Archive for June 2006
Which is the Parody?
June 30, 2006Bush’s Keynesian Economy
June 30, 2006Unemployment has remained reasonably low during the Bush era, but take a look at these statistics from the July Harper’s Index:
Estimated change since 2001 in the total number of U.S. private-sector jobs: +1,900,000
Estimated number of new private-sector jobs creaetd by government spending during that time: 2,800,000
Writing Up the Nash Event
June 30, 2006I finally got around to sending in to LRC my article spinning off of the George Nash talk I attended early last week. Here it is: The Authoritarian Movement.
Strengthening Caesar in the Name of the Lord
June 29, 2006Laurence Vance quotes wise words from Thomas Fleming in the new issue of Chronicles. It’s worth mentioning that the context of Fleming’s remarks is two letters attempting to take him to task for saying that the federal government should butt out of the Terri Schiavo affair. One of the correspondents says that he was similarly dismayed by Fleming’s position on sending Elian Gonzales back to his father in Cuba — Fleming was for it. Fleming is, of course, right on both counts: the federal government has no business overturning the laws of Florida and overruling the next-of-kin in the Schiavo affair, and a boy belongs with his father even if his father lives under a Communist state.
Different Language, Different Math
June 28, 2006“Chinese, English Spakers Do Math Differently.” A vindication of polylogism? Not exactly, but interesting nonetheless.
A Law Against Blasphemy
June 27, 2006The Senate is proposing a constitutional amendment to prohibit blasphemy — that is, flag-burning, blasphemy against the one true all-American faith, “our nation and its values.” The Washington Post reports:
Majority Leader Bill Frist (R-Tenn.) cast the debate in loftier terms. “Many Americans have come to see the flag as a sacred symbol of our nation and its values,” he said. “Those who dislike American values have the right to express their opinions even when they are offensive. But I do not believe that the right to desecrate a symbol like our flag belongs in the same category.”
I read that shortly after reading this passage from John Lukacs’s The End of the Twentieth Century and the End of the Modern World:
The great threat to religious faith in our time (more precisely, to the quality and meaning of faith) is populist nationalism. The democratization of the churches has led to that; but that is only a secondary consequence, inseparable from the democratization of entire societies. The primary element is simpler, and more important. It is that the religion of the nation, the sentimental symbols of the nation, are more powerful than religious faith, especially when they are commingled. Nationalism, I repeat, is the only popular religio (religio: binding belief) [legally binding, if Frist and the Republicans get their way -- DM] in our times.
… When in the 1950s I asked my then orthodox and rigidly catechized American Catholic students, “Are you an American who happens to be a Catholic, or are you a Catholic who happens to be an American?” all of them chose the former, not the latter.
Elegy for a Republic
June 26, 2006Edwin Yoder reviews Gordon Wood's Revolutionary Characters in the summer books issue of The Weekly Standard. The piece gets at some of the elegiac qualities of Wood's book (which I highly recommend):
There is a note of sadness here, for Wood seems to believe that our present political habits would appall his gentlemen revolutionists. In their view, if republicanism was to gain a foothold in a world hostile to it, the great danger was the tendency of a polity to gravitate toward the "fiscal/military state": a style familiar in that monarchical world. Such states made war to justify standing armies, maintained armies to excuse high taxation, and generated bloated public debts to attach influential creditors to them. Sound dangerously familiar?
That probably sounds, if anything, dangerously unpatriotic to the good Americans who read The Weekly Standard. Aren't we the arsenal of democracy, after all?
A Whole Lotta Lott
June 26, 2006Defender of hypocrisy Jeremy Lott — no, no, that's not an insult, his book is called In Defense of Hypocrisy — has a new blog here. In the fullness of time, I'll review the book for TAC; in the meantime, get a taste of what Lott is cooking from his interview with Nick Gillespie.
The Case for Martin Van Buren?
June 24, 2006Jeffrey Rogers Hummel makes one, though I remain skeptical about his proposed greatness. As Hummel points out, his lapses aren't inconsiderable.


Required action:
Pull out each line of the records holding the string "vertical".
.....
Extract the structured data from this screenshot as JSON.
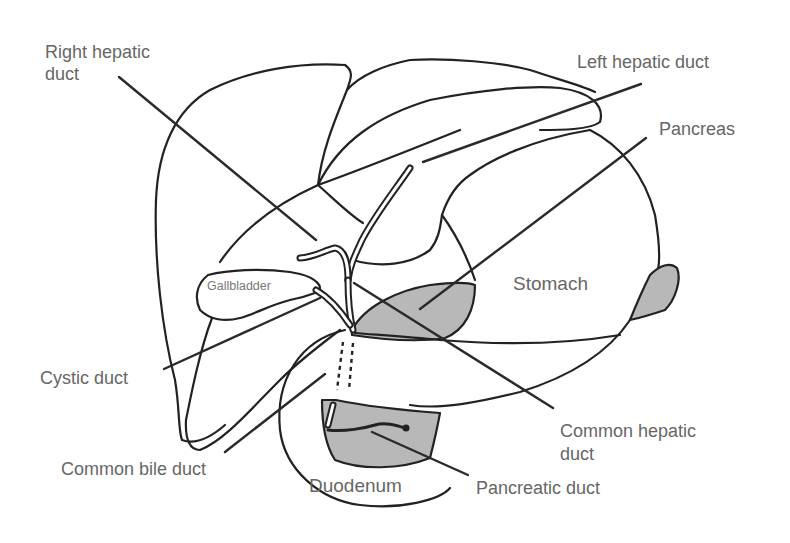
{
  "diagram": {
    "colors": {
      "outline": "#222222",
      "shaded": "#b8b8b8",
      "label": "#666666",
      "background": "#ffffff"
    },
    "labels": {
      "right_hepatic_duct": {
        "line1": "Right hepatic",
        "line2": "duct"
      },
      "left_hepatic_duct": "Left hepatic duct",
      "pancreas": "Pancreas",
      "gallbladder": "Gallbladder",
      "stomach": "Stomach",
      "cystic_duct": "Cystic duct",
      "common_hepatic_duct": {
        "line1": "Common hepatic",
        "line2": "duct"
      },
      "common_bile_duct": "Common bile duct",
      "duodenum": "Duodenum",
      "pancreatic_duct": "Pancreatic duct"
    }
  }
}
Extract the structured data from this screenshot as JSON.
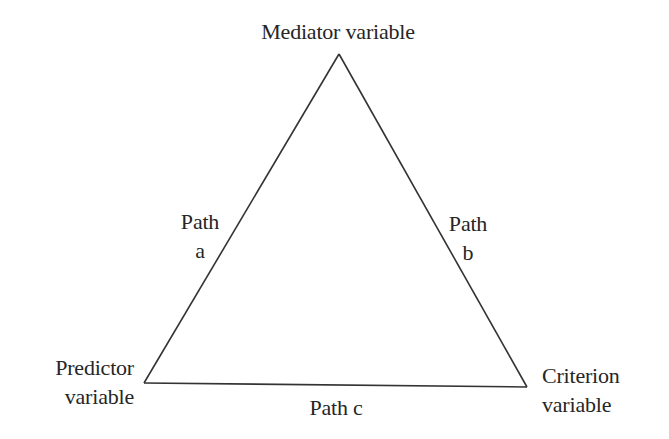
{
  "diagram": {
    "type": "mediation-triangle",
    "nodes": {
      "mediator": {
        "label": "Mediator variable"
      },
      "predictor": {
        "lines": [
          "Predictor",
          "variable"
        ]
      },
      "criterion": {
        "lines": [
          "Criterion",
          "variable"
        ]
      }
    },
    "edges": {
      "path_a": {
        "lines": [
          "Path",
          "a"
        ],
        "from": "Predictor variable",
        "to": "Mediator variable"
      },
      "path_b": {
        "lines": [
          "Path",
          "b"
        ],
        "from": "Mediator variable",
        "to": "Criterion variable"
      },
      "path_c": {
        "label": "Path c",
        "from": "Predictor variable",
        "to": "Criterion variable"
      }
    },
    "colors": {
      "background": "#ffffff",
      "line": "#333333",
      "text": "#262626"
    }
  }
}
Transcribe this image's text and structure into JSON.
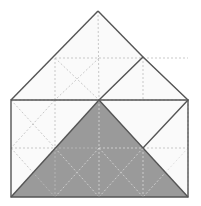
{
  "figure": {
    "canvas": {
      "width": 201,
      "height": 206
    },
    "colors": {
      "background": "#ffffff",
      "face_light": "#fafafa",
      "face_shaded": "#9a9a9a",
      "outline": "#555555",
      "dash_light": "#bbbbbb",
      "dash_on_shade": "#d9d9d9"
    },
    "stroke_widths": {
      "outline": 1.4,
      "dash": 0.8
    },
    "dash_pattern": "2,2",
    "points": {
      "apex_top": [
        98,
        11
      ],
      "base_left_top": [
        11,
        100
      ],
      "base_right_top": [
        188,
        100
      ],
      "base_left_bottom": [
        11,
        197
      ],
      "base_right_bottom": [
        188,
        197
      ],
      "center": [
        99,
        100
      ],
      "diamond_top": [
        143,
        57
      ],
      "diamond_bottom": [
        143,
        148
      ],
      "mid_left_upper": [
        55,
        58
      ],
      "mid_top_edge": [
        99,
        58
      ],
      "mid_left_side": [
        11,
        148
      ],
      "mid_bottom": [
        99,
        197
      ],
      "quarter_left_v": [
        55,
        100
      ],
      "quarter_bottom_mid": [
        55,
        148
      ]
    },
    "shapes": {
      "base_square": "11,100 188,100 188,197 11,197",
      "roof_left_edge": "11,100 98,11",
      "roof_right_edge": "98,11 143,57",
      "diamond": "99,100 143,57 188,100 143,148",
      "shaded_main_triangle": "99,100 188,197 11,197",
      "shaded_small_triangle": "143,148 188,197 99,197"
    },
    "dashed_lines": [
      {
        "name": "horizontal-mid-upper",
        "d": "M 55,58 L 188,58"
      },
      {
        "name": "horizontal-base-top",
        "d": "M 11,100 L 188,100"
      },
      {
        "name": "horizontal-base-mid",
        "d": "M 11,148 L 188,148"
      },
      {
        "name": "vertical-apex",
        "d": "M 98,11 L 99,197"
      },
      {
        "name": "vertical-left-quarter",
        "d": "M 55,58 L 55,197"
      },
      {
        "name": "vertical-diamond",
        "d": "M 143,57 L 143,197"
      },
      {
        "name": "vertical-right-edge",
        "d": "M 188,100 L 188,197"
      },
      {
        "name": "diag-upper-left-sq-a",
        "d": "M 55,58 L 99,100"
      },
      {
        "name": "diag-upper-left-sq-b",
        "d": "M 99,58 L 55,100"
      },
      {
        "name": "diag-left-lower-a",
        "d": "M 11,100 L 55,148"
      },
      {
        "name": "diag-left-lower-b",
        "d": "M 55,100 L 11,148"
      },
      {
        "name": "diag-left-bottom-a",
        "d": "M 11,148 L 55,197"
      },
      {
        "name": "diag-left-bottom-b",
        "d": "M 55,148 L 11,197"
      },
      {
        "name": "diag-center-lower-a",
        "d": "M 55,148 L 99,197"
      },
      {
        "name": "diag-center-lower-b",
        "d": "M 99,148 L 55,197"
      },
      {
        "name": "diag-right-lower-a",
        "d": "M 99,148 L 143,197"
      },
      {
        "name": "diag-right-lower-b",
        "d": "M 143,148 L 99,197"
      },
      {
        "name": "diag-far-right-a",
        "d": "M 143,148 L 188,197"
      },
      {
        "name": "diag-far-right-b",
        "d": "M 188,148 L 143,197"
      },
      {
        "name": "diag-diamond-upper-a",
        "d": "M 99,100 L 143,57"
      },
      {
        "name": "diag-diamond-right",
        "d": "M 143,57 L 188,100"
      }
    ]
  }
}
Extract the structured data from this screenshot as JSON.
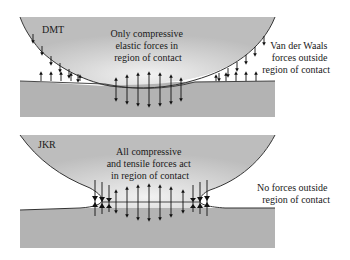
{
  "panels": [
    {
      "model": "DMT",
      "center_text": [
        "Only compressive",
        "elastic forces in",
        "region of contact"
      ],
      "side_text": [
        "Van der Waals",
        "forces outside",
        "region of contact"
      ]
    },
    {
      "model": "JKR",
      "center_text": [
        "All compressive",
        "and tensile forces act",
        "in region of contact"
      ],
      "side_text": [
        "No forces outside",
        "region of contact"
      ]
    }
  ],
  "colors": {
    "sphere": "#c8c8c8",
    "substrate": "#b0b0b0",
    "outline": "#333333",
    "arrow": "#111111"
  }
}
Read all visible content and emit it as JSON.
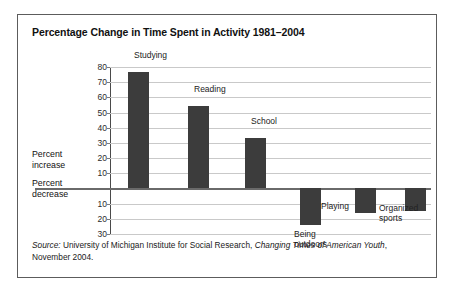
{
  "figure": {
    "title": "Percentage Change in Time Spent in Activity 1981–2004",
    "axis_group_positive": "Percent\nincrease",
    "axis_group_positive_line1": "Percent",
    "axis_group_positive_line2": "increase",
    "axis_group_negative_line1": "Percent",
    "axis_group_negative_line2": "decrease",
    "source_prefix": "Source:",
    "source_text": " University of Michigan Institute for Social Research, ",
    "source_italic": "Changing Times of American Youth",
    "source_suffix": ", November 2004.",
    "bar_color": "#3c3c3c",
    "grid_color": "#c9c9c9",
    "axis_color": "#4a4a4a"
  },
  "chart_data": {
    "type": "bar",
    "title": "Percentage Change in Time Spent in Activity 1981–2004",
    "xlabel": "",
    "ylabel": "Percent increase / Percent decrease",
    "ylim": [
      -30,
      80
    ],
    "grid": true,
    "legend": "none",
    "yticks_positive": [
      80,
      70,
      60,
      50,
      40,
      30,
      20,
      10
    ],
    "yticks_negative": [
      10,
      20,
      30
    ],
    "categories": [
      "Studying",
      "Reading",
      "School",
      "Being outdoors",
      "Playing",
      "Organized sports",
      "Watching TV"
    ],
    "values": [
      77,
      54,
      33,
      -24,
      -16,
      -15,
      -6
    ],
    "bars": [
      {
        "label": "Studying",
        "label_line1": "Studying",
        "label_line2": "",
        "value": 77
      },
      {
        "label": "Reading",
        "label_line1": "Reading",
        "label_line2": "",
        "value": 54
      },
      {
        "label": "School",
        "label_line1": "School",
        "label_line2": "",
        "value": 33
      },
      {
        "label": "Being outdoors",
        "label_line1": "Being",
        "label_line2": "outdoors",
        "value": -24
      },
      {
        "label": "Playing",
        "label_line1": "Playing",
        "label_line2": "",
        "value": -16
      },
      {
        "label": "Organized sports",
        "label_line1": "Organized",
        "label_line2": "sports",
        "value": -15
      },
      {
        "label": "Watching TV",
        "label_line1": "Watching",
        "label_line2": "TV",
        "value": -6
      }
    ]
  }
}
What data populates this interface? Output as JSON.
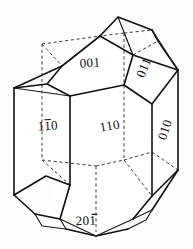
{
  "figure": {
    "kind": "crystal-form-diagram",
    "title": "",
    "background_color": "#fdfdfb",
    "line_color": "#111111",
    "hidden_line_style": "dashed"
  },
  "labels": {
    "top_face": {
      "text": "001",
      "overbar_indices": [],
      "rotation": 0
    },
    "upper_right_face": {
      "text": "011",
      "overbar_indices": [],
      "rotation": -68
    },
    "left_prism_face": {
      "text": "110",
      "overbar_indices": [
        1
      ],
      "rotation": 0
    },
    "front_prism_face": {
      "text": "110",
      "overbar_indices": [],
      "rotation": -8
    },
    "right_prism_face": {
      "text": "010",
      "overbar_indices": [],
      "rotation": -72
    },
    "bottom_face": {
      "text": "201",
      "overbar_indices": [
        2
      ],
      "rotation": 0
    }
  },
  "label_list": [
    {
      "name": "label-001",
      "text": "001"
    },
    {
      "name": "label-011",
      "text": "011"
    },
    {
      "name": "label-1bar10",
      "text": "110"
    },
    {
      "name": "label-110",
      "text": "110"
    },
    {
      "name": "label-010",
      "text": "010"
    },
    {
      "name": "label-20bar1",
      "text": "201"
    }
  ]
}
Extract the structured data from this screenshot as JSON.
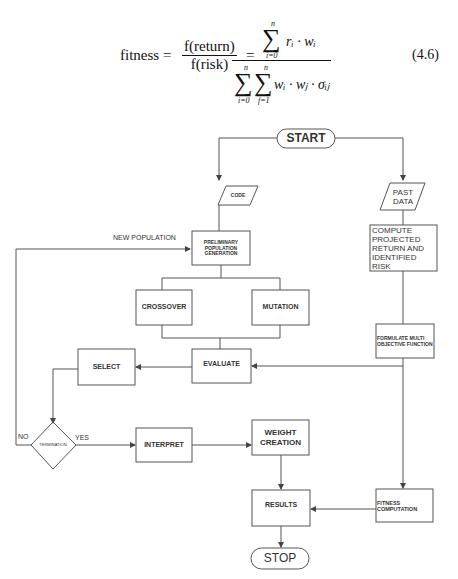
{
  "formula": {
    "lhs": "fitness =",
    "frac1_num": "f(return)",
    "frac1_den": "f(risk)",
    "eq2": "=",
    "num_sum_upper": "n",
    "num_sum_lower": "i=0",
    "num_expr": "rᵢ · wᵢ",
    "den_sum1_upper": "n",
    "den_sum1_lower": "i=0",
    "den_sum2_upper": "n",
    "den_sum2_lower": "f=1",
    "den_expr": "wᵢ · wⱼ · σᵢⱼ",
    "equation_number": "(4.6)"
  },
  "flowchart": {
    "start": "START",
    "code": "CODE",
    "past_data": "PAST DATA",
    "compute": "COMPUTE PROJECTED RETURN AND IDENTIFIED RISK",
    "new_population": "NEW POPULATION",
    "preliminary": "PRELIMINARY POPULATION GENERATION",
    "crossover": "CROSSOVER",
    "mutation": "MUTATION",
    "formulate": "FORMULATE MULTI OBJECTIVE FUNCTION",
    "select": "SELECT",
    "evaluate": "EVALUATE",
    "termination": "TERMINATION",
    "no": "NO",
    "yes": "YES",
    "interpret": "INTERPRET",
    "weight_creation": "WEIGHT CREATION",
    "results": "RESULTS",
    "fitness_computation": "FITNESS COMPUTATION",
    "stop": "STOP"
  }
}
.....
Task solution:
        "name": "vertical-apex",
        "name": "vertical-left-quarter",
        "name": "vertical-diamond",
        "name": "vertical-right-edge",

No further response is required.